AI agents invoke aseprite_run_lua to trigger actions in Aseprite. What it does depends on the arguments the agent supplies, and its effects often reach beyond the immediate call — builds kicked off, notifications sent, workflows started.
This is an Execute risk because it allows running arbitrary code (Lua scripts) whose effects depend entirely on the script arguments provided. While Lua scripts in Aseprite are constrained to the application's sandbox, they can still perform destructive operations on sprites (delete layers, overwrite files via export), access file metadata, and trigger complex workflows.
From the tool's definition Tool executes arbitrary Lua scripts via Aseprite's scripting engine ('Execute an inline or file-based Aseprite Lua script'). Aseprite's Lua API provides extensive access to sprite manipulation, file operations, and system interactions.
Attacks that exploit this kind of access
Execute an inline or file-based Aseprite Lua script, optionally opening input sprites first. It is categorised as a Execute tool in the Aseprite MCP Server, which means it can trigger actions or run processes. Use rate limits and argument validation.
Register the Aseprite MCP server in PolicyLayer and add a rule for aseprite_run_lua: allow, deny, rate-limit, or require approval. Point your MCP client at the PolicyLayer proxy URL and the rule is enforced on every call, before it reaches Aseprite. Nothing to install.
aseprite_run_lua is a Execute tool with high risk. Execute tools should be rate-limited and have argument validation enabled.
Yes. Add a rate_limit block to the aseprite_run_lua rule in your PolicyLayer policy. For example, setting max: 10 and window: 60 limits the tool to 10 calls per minute. Rate limits are tracked per agent session and reset automatically.
Set action: deny in the PolicyLayer policy for aseprite_run_lua. The AI agent will receive a policy violation error and cannot call the tool. You can also include a reason field to explain why the tool is blocked.
aseprite_run_lua is provided by the Aseprite MCP server (ryan3719/asprite-mcp). PolicyLayer sits as a proxy in front of this server to enforce policies before tool calls reach the server.
Every MCP server has a record like this.
Type a name, get the same breakdown: verified identity, auth posture, risk grade, capabilities, recommended policy.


EXERCISE DESCRIPTION: The entries below must be retyped in full. Keep every word the same.

*** Opening of EXCERPTED RECORDS ***

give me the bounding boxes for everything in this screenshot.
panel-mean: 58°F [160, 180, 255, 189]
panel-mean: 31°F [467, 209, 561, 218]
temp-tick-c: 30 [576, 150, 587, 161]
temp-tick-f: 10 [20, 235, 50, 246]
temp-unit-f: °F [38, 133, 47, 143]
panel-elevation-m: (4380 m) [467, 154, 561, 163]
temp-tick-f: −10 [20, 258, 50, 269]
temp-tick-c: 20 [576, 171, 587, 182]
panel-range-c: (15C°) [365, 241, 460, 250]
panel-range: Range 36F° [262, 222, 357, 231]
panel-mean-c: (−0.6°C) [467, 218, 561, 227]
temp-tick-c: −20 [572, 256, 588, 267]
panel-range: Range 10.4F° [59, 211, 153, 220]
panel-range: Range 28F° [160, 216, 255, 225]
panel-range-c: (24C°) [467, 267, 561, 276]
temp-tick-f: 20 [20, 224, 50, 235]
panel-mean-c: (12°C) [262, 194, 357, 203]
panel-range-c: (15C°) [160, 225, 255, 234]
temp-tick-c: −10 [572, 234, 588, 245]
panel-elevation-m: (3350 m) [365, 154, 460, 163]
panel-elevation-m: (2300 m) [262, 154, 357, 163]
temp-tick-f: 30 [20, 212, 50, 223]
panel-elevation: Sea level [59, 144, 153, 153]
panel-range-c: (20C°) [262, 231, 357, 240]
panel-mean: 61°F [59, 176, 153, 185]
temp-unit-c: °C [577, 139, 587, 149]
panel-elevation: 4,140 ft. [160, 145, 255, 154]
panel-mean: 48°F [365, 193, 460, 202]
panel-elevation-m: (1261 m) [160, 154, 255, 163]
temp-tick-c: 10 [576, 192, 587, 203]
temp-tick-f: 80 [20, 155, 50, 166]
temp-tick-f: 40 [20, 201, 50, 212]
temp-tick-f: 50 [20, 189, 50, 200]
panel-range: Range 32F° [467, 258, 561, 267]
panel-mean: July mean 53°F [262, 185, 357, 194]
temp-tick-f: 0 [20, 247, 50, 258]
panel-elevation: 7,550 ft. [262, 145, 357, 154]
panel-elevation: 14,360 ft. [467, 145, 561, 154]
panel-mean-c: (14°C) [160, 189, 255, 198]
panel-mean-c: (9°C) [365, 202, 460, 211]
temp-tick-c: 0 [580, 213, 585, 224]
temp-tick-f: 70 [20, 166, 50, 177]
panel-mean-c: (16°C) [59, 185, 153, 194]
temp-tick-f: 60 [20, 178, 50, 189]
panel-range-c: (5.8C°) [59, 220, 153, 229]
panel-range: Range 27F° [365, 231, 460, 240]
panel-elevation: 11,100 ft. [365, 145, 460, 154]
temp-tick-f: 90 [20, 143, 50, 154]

*** Close of EXCERPTED RECORDS ***

SOLUTION TO THE EXERCISE:
give me the bounding boxes for everything in this screenshot.
panel-mean: 58°F [160, 180, 255, 189]
panel-mean: 31°F [467, 209, 561, 218]
temp-tick-c: 30 [576, 150, 587, 161]
temp-tick-f: 10 [20, 235, 50, 246]
temp-unit-f: °F [38, 133, 47, 143]
panel-elevation-m: (4380 m) [467, 154, 561, 163]
temp-tick-f: −10 [20, 258, 50, 269]
temp-tick-c: 20 [576, 171, 587, 182]
panel-range-c: (15C°) [365, 241, 460, 250]
panel-range: Range 36F° [262, 222, 357, 231]
panel-mean-c: (−0.6°C) [467, 218, 561, 227]
temp-tick-c: −20 [572, 256, 588, 267]
panel-range: Range 10.4F° [59, 211, 153, 220]
panel-range: Range 28F° [160, 216, 255, 225]
panel-range-c: (24C°) [467, 267, 561, 276]
temp-tick-f: 20 [20, 224, 50, 235]
panel-mean-c: (12°C) [262, 194, 357, 203]
panel-range-c: (15C°) [160, 225, 255, 234]
temp-tick-c: −10 [572, 234, 588, 245]
panel-elevation-m: (3350 m) [365, 154, 460, 163]
panel-elevation-m: (2300 m) [262, 154, 357, 163]
temp-tick-f: 30 [20, 212, 50, 223]
panel-elevation: Sea level [59, 144, 153, 153]
panel-range-c: (20C°) [262, 231, 357, 240]
panel-mean: 61°F [59, 176, 153, 185]
temp-unit-c: °C [577, 139, 587, 149]
panel-elevation: 4,140 ft. [160, 145, 255, 154]
panel-mean: 48°F [365, 193, 460, 202]
panel-elevation-m: (1261 m) [160, 154, 255, 163]
temp-tick-c: 10 [576, 192, 587, 203]
temp-tick-f: 80 [20, 155, 50, 166]
temp-tick-f: 40 [20, 201, 50, 212]
temp-tick-f: 50 [20, 189, 50, 200]
panel-range: Range 32F° [467, 258, 561, 267]
panel-mean: July mean 53°F [262, 185, 357, 194]
temp-tick-f: 0 [20, 247, 50, 258]
panel-elevation: 7,550 ft. [262, 145, 357, 154]
panel-elevation: 14,360 ft. [467, 145, 561, 154]
panel-mean-c: (14°C) [160, 189, 255, 198]
panel-mean-c: (9°C) [365, 202, 460, 211]
temp-tick-c: 0 [580, 213, 585, 224]
temp-tick-f: 70 [20, 166, 50, 177]
panel-mean-c: (16°C) [59, 185, 153, 194]
temp-tick-f: 60 [20, 178, 50, 189]
panel-range-c: (5.8C°) [59, 220, 153, 229]
panel-range: Range 27F° [365, 231, 460, 240]
panel-elevation: 11,100 ft. [365, 145, 460, 154]
temp-tick-f: 90 [20, 143, 50, 154]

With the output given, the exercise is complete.